The act of resurrection is like a truth that is encoded into the matrix of life, and we respond to that truth when we encounter it in stories. For the Christian Gnostics, the events of the Biblical resurrection were not so much intended to be read as simple history, but as events which mirrored these great truths, which provided a kind of teaching aid to remind them of these profound lessons of life. And these lessons carried a deeper meaning than mere rebirth. Resurrection involves redemption: redemption of the inner self, a shedding of those things which might hinder the process of true spiritual resurrection. These could be a breaking through the ego which tricks us into thinking that our mortal selves are the only reality, or even just the letting-go of those ideas that prevent us from seeing such things in a clearer light.
The letting-go of all these things, of all preconceptions of what make our ‘reality’, is the path of resurrection. But to tread that path involves a process of inner ‘dying’ – not physical dying, but the death of those things which might be holding us back from reaching our true fulfilment as beings intimately connected with, and part of, the greater Mystery.

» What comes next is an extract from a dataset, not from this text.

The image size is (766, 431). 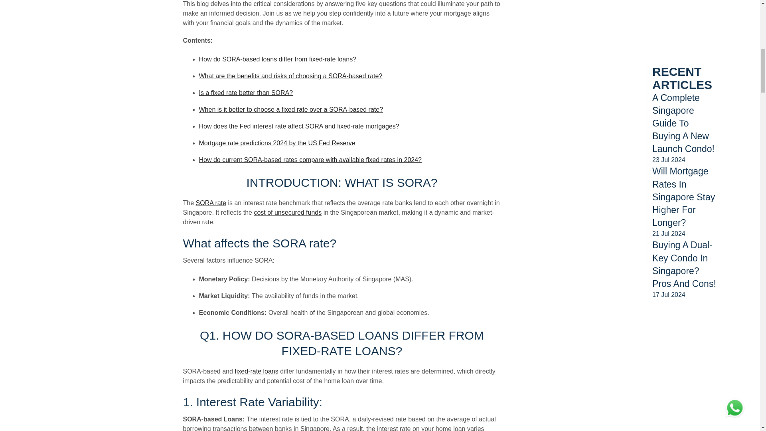 I want to click on fixed-rate loans, so click(x=256, y=371).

It is no coincidence that the Christian Easter takes place at the time of the year that originally was reserved for the celebration of this process in pre-Christian times, for Christianity layered itself on top of these old festivals, just as churches were often built upon the demolished foundations of pagan temples and other pre-Christian sacred sites. This as well gives an added potency to the Christian story, and the events of the Christian Easter, which unfold upon the greater stage of mythic drama which lies beyond the stage of historical narrative. Easter is the time of resurrection, and a person who takes part in that resurrection during his life, has conquered death.
This is the crown of the Christian Initiation Mystery. He who resurrects in a gnostic sense, has it in his power to work through joy, and to take part in the divine plan of creation. It is a grand perspective, and one which we can let ourselves be inspired by – and not only at Easter!